Stuart Lawley
Stuart Lawley is the Chairman and President of ICM Registry, Chairman at Stimulus Medical and a Director at The Rabbit Hole Ltd.[1]
Country: | UK |
Website: | |
Facebook: | [Profile Stuart Lawley] |
LinkedIn: | [Stuart Lawley Stuart Lawley] |
Twitter: | @sjlawley |
The London Sunday Times named him one of the 1,000 richest people in Britain. He currently lives in Florida, USA.[2]
He attends ICANN meetings and other industry conferences.
Work
Mr. Lawley is an experienced leader, who has acted as Chairman or CEO in a number of UK and US businesses, largely within the Internet and technology sectors. He has acted as CEO of Eurofax Ltd., Alto Group Ltd., and has been the Chairman at Oneview.net. He guided Oneview.net though a public offering within the London Stock Exchange,[3] and saw the number of employees double. It was sold in March, 2000 for $200 million. Eurofax grew at a compund rate of over 40% over 12 years. Alto Group doubled in size and share values increased by 450% during his 15 month tenure.[4]
After Mr. Lawley successfully sold Oneview.net, he gave himself a brief retirement in the Bahamas, where he worked on his golf game and learned to spear fish.[5]
He is involved as an investor or leader in a variety of side projects as well; this includes work with a home automation Company, a health records company, and a multimedia online game company.[6]
ICM
Mr. Lawley has been with ICM Registry since 2003, and thus very much a part of the long process involved in approving the .xxx TLD; it was declined for approval in 2004, and subsequently approved in March, 2011 at the ICANN Silicon Valley meeting. It was first declined in 2000, years before Stuart became its CEO.[7] Prior to launch, Stuart claimed that ICM could be bringing in around $200 million a year; and they also have plans to create a PayPal type service throughout the namespace.[8] Stuart maintains that he has "no current or historic links to the adult industry in any form".[9]
Education
He has a B.Sc. in Engineering from the University of London, 1982 — 1985.[10]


▶ **PROBLEM TO WORK ON**
Reply only with how many lines below contain "cost".

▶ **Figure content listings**
------------------------------
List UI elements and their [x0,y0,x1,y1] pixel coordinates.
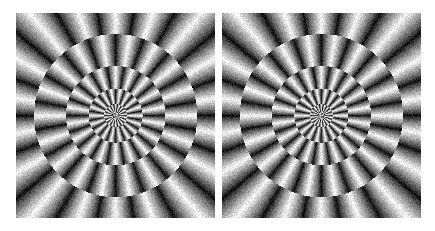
illusion-canvas-left [16,13,215,218]
illusion-figure-root [0,0,435,231]
illusion-panel-right [222,13,421,218]
illusion-panel-left [16,13,215,218]
illusion-canvas-right [222,13,421,218]
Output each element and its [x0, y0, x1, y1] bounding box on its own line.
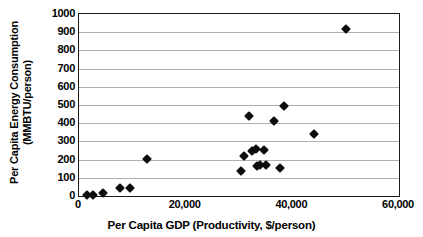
y-axis-tick-label: 700	[34, 62, 75, 73]
data-point	[275, 163, 285, 173]
plot-area	[78, 13, 400, 197]
x-axis-title: Per Capita GDP (Productivity, $/person)	[0, 219, 423, 232]
y-axis-tick-labels: 01002003004005006007008009001000	[34, 0, 75, 210]
y-axis-tick-label: 300	[34, 135, 75, 146]
gridline	[79, 87, 399, 88]
y-axis-tick-label: 800	[34, 44, 75, 55]
data-point	[115, 183, 125, 193]
data-point	[98, 188, 108, 198]
data-point	[142, 154, 152, 164]
y-axis-tick-label: 500	[34, 99, 75, 110]
data-point	[259, 145, 269, 155]
gridline	[79, 32, 399, 33]
y-axis-tick-label: 1000	[34, 8, 75, 19]
plot-inner	[79, 14, 399, 196]
data-point	[236, 166, 246, 176]
y-axis-tick-label: 600	[34, 80, 75, 91]
data-point	[269, 116, 279, 126]
y-axis-tick-label: 400	[34, 117, 75, 128]
gridline	[79, 50, 399, 51]
gridline	[79, 178, 399, 179]
gridline	[79, 69, 399, 70]
gridline	[79, 123, 399, 124]
x-axis-tick-label: 20,000	[169, 198, 201, 211]
y-axis-title-line2: (MMBTU/person)	[20, 21, 33, 184]
gridline	[79, 141, 399, 142]
data-point	[279, 101, 289, 111]
data-point	[261, 160, 271, 170]
y-axis-title-line1: Per Capita Energy Consumption	[8, 21, 21, 184]
x-axis-tick-labels: 020,00040,00060,000	[0, 198, 423, 214]
data-point	[309, 130, 319, 140]
x-axis-tick-label: 60,000	[382, 198, 414, 211]
x-axis-tick-label: 0	[75, 198, 81, 211]
y-axis-tick-label: 200	[34, 153, 75, 164]
y-axis-tick-label: 900	[34, 26, 75, 37]
data-point	[244, 111, 254, 121]
y-axis-tick-label: 100	[34, 171, 75, 182]
x-axis-tick-label: 40,000	[275, 198, 307, 211]
scatter-chart-figure: Per Capita Energy Consumption (MMBTU/per…	[0, 0, 423, 237]
gridline	[79, 105, 399, 106]
gridline	[79, 160, 399, 161]
data-point	[125, 183, 135, 193]
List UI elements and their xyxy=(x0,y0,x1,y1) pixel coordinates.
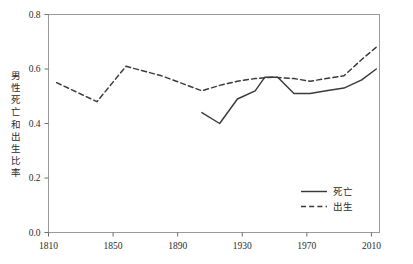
chart-background xyxy=(0,0,413,264)
y-tick-label-0.2: 0.2 xyxy=(29,173,41,183)
y-axis-title-char: 比 xyxy=(11,155,21,166)
y-tick-label-0.4: 0.4 xyxy=(29,119,41,129)
y-axis-title-char: 男 xyxy=(11,70,21,81)
line-chart: 0.00.20.40.60.8 181018501890193019702010… xyxy=(0,0,413,264)
y-axis-title-char: 死 xyxy=(11,94,21,105)
legend-label-deaths: 死亡 xyxy=(333,186,353,197)
x-tick-label-2010: 2010 xyxy=(362,241,381,251)
y-axis-title: 男性死亡和出生比率 xyxy=(11,70,21,179)
y-axis-title-char: 亡 xyxy=(11,106,21,117)
x-tick-label-1930: 1930 xyxy=(233,241,252,251)
y-axis-title-char: 和 xyxy=(11,119,21,130)
y-axis-title-char: 生 xyxy=(11,143,21,154)
y-axis-title-char: 率 xyxy=(11,167,21,178)
y-tick-label-0.8: 0.8 xyxy=(29,10,41,20)
y-axis-title-char: 出 xyxy=(11,131,21,142)
chart-container: 0.00.20.40.60.8 181018501890193019702010… xyxy=(0,0,413,264)
y-axis-title-char: 性 xyxy=(11,82,21,93)
x-tick-label-1890: 1890 xyxy=(168,241,187,251)
legend-label-births: 出生 xyxy=(333,201,353,212)
x-tick-label-1850: 1850 xyxy=(104,241,123,251)
y-tick-label-0.0: 0.0 xyxy=(29,228,41,238)
x-tick-label-1810: 1810 xyxy=(39,241,58,251)
x-tick-label-1970: 1970 xyxy=(297,241,316,251)
y-tick-label-0.6: 0.6 xyxy=(29,64,41,74)
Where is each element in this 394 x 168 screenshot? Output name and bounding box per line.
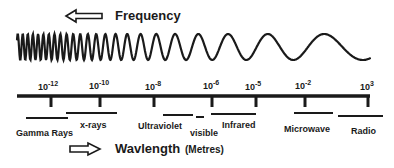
tick-label-1e-2: 10-2 bbox=[295, 79, 311, 91]
tick-label-1e-5: 10-5 bbox=[245, 80, 261, 92]
frequency-label: Frequency bbox=[115, 8, 181, 23]
frequency-arrow-icon bbox=[66, 10, 102, 22]
wavelength-label: Wavlength bbox=[115, 141, 180, 156]
wavelength-arrow-icon bbox=[70, 143, 100, 155]
em-wave bbox=[17, 34, 370, 60]
band-label-ultraviolet: Ultraviolet bbox=[138, 121, 182, 131]
tick-label-1e-6: 10-6 bbox=[203, 79, 219, 91]
spectrum-graphic bbox=[0, 0, 394, 168]
band-label-visible: visible bbox=[190, 128, 218, 138]
band-label-microwave: Microwave bbox=[284, 124, 330, 134]
tick-label-1e-12: 10-12 bbox=[38, 80, 58, 92]
tick-label-1e-10: 10-10 bbox=[89, 79, 109, 91]
band-label-x-rays: x-rays bbox=[80, 120, 107, 130]
unit-label: (Metres) bbox=[185, 144, 224, 155]
band-label-gamma-rays: Gamma Rays bbox=[16, 128, 73, 138]
band-label-radio: Radio bbox=[351, 126, 376, 136]
band-ranges bbox=[26, 113, 383, 118]
tick-label-1e3: 103 bbox=[360, 80, 374, 92]
tick-label-1e-8: 10-8 bbox=[145, 80, 161, 92]
band-label-infrared: Infrared bbox=[222, 120, 256, 130]
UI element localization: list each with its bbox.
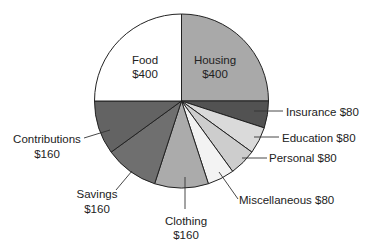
label-personal: Personal $80 — [269, 152, 337, 164]
label-clothing-name: Clothing — [165, 215, 207, 227]
label-miscellaneous: Miscellaneous $80 — [239, 194, 334, 206]
label-savings-value: $160 — [84, 203, 110, 215]
leader-savings — [116, 171, 132, 190]
label-insurance: Insurance $80 — [286, 106, 359, 118]
label-contributions-value: $160 — [34, 148, 60, 160]
label-education: Education $80 — [282, 132, 356, 144]
pie-slices — [95, 14, 269, 188]
pie-chart: Food $400 Housing $400 Insurance $80 Edu… — [0, 0, 367, 250]
leader-miscellaneous — [219, 172, 238, 199]
label-housing-name: Housing — [194, 54, 236, 66]
label-clothing-value: $160 — [173, 229, 199, 241]
label-contributions-name: Contributions — [13, 133, 81, 145]
label-savings-name: Savings — [77, 188, 118, 200]
label-housing-value: $400 — [202, 68, 228, 80]
label-food-name: Food — [132, 54, 158, 66]
label-food-value: $400 — [132, 68, 158, 80]
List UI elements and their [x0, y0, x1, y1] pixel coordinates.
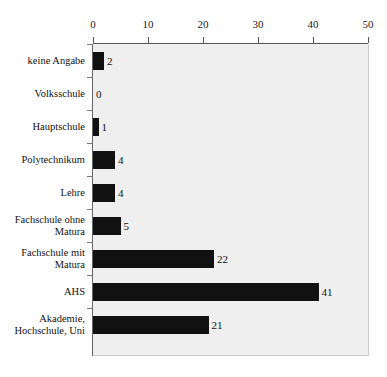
y-axis-tick-mark — [87, 242, 93, 243]
category-label-line1: keine Angabe — [28, 55, 85, 66]
y-axis-tick-mark — [87, 209, 93, 210]
bar — [93, 283, 319, 301]
bar-value-label: 5 — [124, 220, 130, 232]
bar — [93, 184, 115, 202]
x-axis-tick-label: 0 — [90, 18, 96, 30]
y-axis-tick-mark — [87, 308, 93, 309]
bar — [93, 52, 104, 70]
bar-row: Hauptschule1 — [0, 110, 387, 143]
bar-row: AHS41 — [0, 275, 387, 308]
y-axis-tick-mark — [87, 110, 93, 111]
bar-row: Volksschule0 — [0, 77, 387, 110]
bar — [93, 118, 99, 136]
y-axis-tick-mark — [87, 143, 93, 144]
bar-row: keine Angabe2 — [0, 44, 387, 77]
category-label: Lehre — [0, 187, 85, 199]
y-axis-tick-mark — [87, 275, 93, 276]
category-label: keine Angabe — [0, 55, 85, 67]
category-label-line2: Hochschule, Uni — [0, 325, 85, 337]
category-label: Hauptschule — [0, 121, 85, 133]
category-label: Fachschule mitMatura — [0, 247, 85, 271]
category-label-line1: Akademie, — [39, 313, 85, 324]
y-axis-tick-mark — [87, 77, 93, 78]
bar-row: Lehre4 — [0, 176, 387, 209]
x-axis-tick-label: 40 — [308, 18, 319, 30]
y-axis-tick-mark — [87, 176, 93, 177]
bar-row: Fachschule ohneMatura5 — [0, 209, 387, 242]
bar-row: Akademie,Hochschule, Uni21 — [0, 308, 387, 341]
bar — [93, 316, 209, 334]
x-axis-tick-label: 10 — [143, 18, 154, 30]
bar-value-label: 4 — [118, 154, 124, 166]
bar-value-label: 1 — [102, 121, 108, 133]
bar-value-label: 4 — [118, 187, 124, 199]
bar — [93, 217, 121, 235]
category-label-line1: Fachschule ohne — [15, 214, 85, 225]
category-label-line1: Polytechnikum — [21, 154, 85, 165]
x-axis-tick-label: 50 — [363, 18, 374, 30]
bar-value-label: 22 — [217, 253, 228, 265]
category-label: Akademie,Hochschule, Uni — [0, 313, 85, 337]
bar-value-label: 0 — [96, 88, 102, 100]
bar-value-label: 41 — [322, 286, 333, 298]
category-label-line1: Hauptschule — [33, 121, 86, 132]
bar-value-label: 2 — [107, 55, 113, 67]
bar-chart: 01020304050 keine Angabe2Volksschule0Hau… — [0, 0, 387, 377]
category-label-line1: Fachschule mit — [21, 247, 85, 258]
bar — [93, 151, 115, 169]
category-label-line1: AHS — [64, 286, 85, 297]
bar-row: Fachschule mitMatura22 — [0, 242, 387, 275]
x-axis-tick-label: 30 — [253, 18, 264, 30]
bar-row: Polytechnikum4 — [0, 143, 387, 176]
category-label: Fachschule ohneMatura — [0, 214, 85, 238]
category-label: AHS — [0, 286, 85, 298]
bar-value-label: 21 — [212, 319, 223, 331]
category-label-line1: Lehre — [61, 187, 85, 198]
category-label-line2: Matura — [0, 226, 85, 238]
category-label-line1: Volksschule — [34, 88, 85, 99]
category-label: Volksschule — [0, 88, 85, 100]
bar — [93, 250, 214, 268]
x-axis-tick-mark — [368, 37, 369, 43]
y-axis-tick-mark — [87, 44, 93, 45]
x-axis-tick-label: 20 — [198, 18, 209, 30]
category-label: Polytechnikum — [0, 154, 85, 166]
category-label-line2: Matura — [0, 259, 85, 271]
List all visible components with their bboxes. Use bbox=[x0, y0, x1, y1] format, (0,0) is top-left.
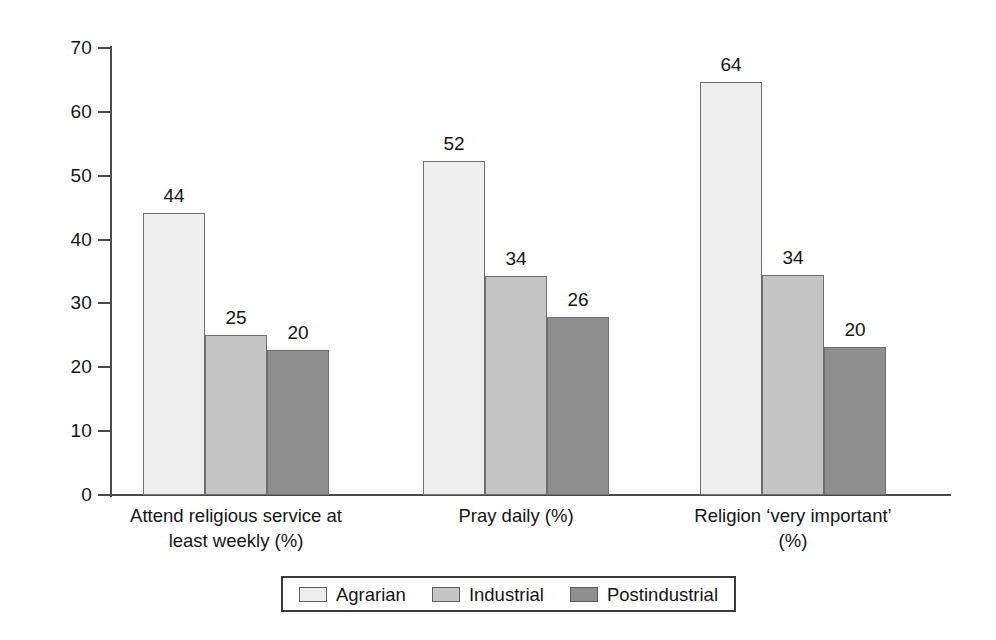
y-axis-tick-label: 20 bbox=[22, 357, 92, 376]
legend-label: Industrial bbox=[469, 585, 544, 604]
bar-value-label: 34 bbox=[473, 249, 559, 268]
y-axis-tick bbox=[98, 239, 110, 241]
x-axis-category-label: Religion ‘very important’ (%) bbox=[633, 503, 953, 553]
bar-postindustrial-group-3 bbox=[824, 347, 886, 495]
bar-chart-figure: 706050403020100 442520523426643420 Atten… bbox=[0, 0, 996, 640]
legend-label: Postindustrial bbox=[607, 585, 718, 604]
bar-value-label: 34 bbox=[750, 248, 836, 267]
y-axis-tick bbox=[98, 47, 110, 49]
bar-value-label: 64 bbox=[688, 55, 774, 74]
y-axis-tick bbox=[98, 366, 110, 368]
legend-entry-industrial: Industrial bbox=[432, 585, 544, 604]
y-axis-tick-label: 10 bbox=[22, 421, 92, 440]
y-axis-tick-label: 0 bbox=[22, 485, 92, 504]
y-axis-tick bbox=[98, 430, 110, 432]
legend-swatch-agrarian bbox=[299, 587, 327, 602]
y-axis-tick-label: 70 bbox=[22, 38, 92, 57]
y-axis-tick bbox=[98, 175, 110, 177]
y-axis-tick bbox=[98, 494, 110, 496]
bar-postindustrial-group-2 bbox=[547, 317, 609, 495]
bar-postindustrial-group-1 bbox=[267, 350, 329, 495]
y-axis-tick-label: 40 bbox=[22, 230, 92, 249]
y-axis-line bbox=[110, 46, 112, 497]
chart-legend: AgrarianIndustrialPostindustrial bbox=[281, 576, 736, 612]
legend-entry-agrarian: Agrarian bbox=[299, 585, 406, 604]
y-axis-tick-label: 30 bbox=[22, 293, 92, 312]
legend-label: Agrarian bbox=[336, 585, 406, 604]
x-axis-category-label: Attend religious service at least weekly… bbox=[76, 503, 396, 553]
bar-industrial-group-3 bbox=[762, 275, 824, 495]
bar-agrarian-group-1 bbox=[143, 213, 205, 495]
bar-agrarian-group-2 bbox=[423, 161, 485, 495]
y-axis-tick bbox=[98, 302, 110, 304]
bar-agrarian-group-3 bbox=[700, 82, 762, 495]
bar-value-label: 20 bbox=[812, 320, 898, 339]
x-axis-category-label: Pray daily (%) bbox=[356, 503, 676, 528]
legend-entry-postindustrial: Postindustrial bbox=[570, 585, 718, 604]
bar-industrial-group-1 bbox=[205, 335, 267, 495]
bar-value-label: 44 bbox=[131, 186, 217, 205]
bar-value-label: 26 bbox=[535, 290, 621, 309]
legend-swatch-industrial bbox=[432, 587, 460, 602]
y-axis-tick-label: 50 bbox=[22, 166, 92, 185]
y-axis-tick bbox=[98, 111, 110, 113]
y-axis-tick-label: 60 bbox=[22, 102, 92, 121]
legend-swatch-postindustrial bbox=[570, 587, 598, 602]
bar-value-label: 20 bbox=[255, 323, 341, 342]
bar-value-label: 52 bbox=[411, 134, 497, 153]
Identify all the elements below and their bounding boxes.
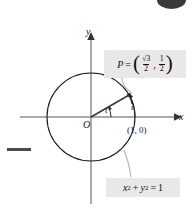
x-numerator: √3 (141, 55, 151, 63)
right-paren: ) (166, 55, 173, 73)
y-axis (87, 32, 94, 204)
angle-arc (108, 106, 112, 117)
equals-sign: = (123, 59, 133, 70)
y-denominator: 2 (159, 64, 165, 73)
x-axis (20, 113, 182, 120)
point-1-0-label: (1, 0) (127, 126, 147, 135)
angle-t-label: t (105, 106, 108, 115)
equation-right-side: 1 (158, 182, 163, 193)
coordinate-separator: , (152, 59, 158, 70)
x-axis-label: x (179, 112, 183, 122)
left-paren: ( (133, 55, 140, 73)
y-coordinate-fraction: 1 2 (159, 55, 165, 73)
leader-line-point (122, 78, 132, 93)
callout-point-coordinates: P = ( √3 2 , 1 2 ) (104, 50, 186, 78)
plus-sign: + (131, 182, 141, 193)
x-denominator: 2 (143, 64, 149, 73)
point-p-marker (127, 93, 131, 97)
leader-line-equation (124, 150, 131, 177)
origin-label: O (83, 120, 90, 130)
margin-rule-artifact (7, 148, 31, 151)
arc-t-label: t (131, 103, 134, 112)
equation-equals-sign: = (148, 182, 158, 193)
y-numerator: 1 (159, 55, 165, 63)
x-coordinate-fraction: √3 2 (141, 55, 151, 73)
point-coordinate-expression: P = ( √3 2 , 1 2 ) (117, 55, 173, 73)
callout-circle-equation: x2 + y2 = 1 (106, 178, 180, 197)
terminal-ray (91, 95, 129, 117)
y-axis-label: y (86, 27, 90, 37)
circle-equation-expression: x2 + y2 = 1 (123, 182, 163, 193)
unit-circle-figure: y x O t t (1, 0) P = ( √3 2 , 1 2 ) x2 +… (0, 0, 193, 211)
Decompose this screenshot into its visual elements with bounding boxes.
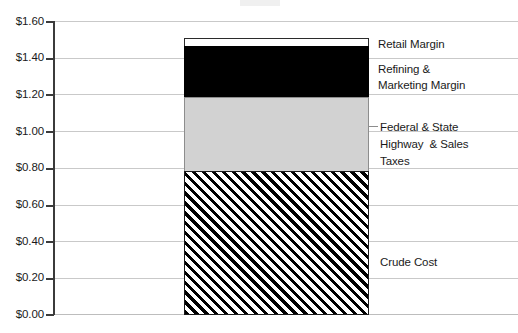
legend-label-taxes-line1: Federal & State [380,120,458,134]
y-tick-label-0-80: $0.80 [0,162,44,174]
stacked-bar-chart: $1.60 $1.40 $1.20 $1.00 $0.80 $0.60 $0.4… [0,0,518,333]
y-tick-mark-0-80 [46,168,54,170]
y-tick-mark-0-20 [46,278,54,280]
y-tick-mark-1-20 [46,94,54,96]
y-tick-label-1-00: $1.00 [0,126,44,138]
y-tick-mark-0-60 [46,205,54,207]
bar-segment-federal-state-taxes[interactable] [184,97,369,172]
leader-line-taxes [369,126,378,127]
gridline-1-60 [53,21,518,22]
y-tick-label-0-40: $0.40 [0,236,44,248]
y-tick-label-1-40: $1.40 [0,52,44,64]
bar-segment-refining-marketing-margin[interactable] [184,46,369,98]
legend-label-taxes-line3: Taxes [380,154,410,168]
y-tick-label-0-20: $0.20 [0,272,44,284]
legend-label-taxes-line2: Highway & Sales [380,137,469,151]
y-tick-mark-0-40 [46,241,54,243]
y-tick-label-1-60: $1.60 [0,16,44,28]
bar-segment-crude-cost[interactable] [184,171,369,315]
y-tick-mark-0-00 [46,314,54,316]
legend-label-retail-margin: Retail Margin [378,37,444,51]
legend-label-crude-cost: Crude Cost [380,255,437,269]
y-tick-label-1-20: $1.20 [0,89,44,101]
y-tick-label-0-60: $0.60 [0,199,44,211]
y-tick-mark-1-00 [46,131,54,133]
legend-label-refining-marketing-line2: Marketing Margin [378,78,465,92]
legend-label-refining-marketing-line1: Refining & [378,62,430,76]
y-tick-mark-1-40 [46,58,54,60]
title-remnant [240,0,280,6]
y-tick-mark-1-60 [46,21,54,23]
y-tick-label-0-00: $0.00 [0,309,44,321]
------------------------------
▶ **ANSWER FOR THE TASK**
2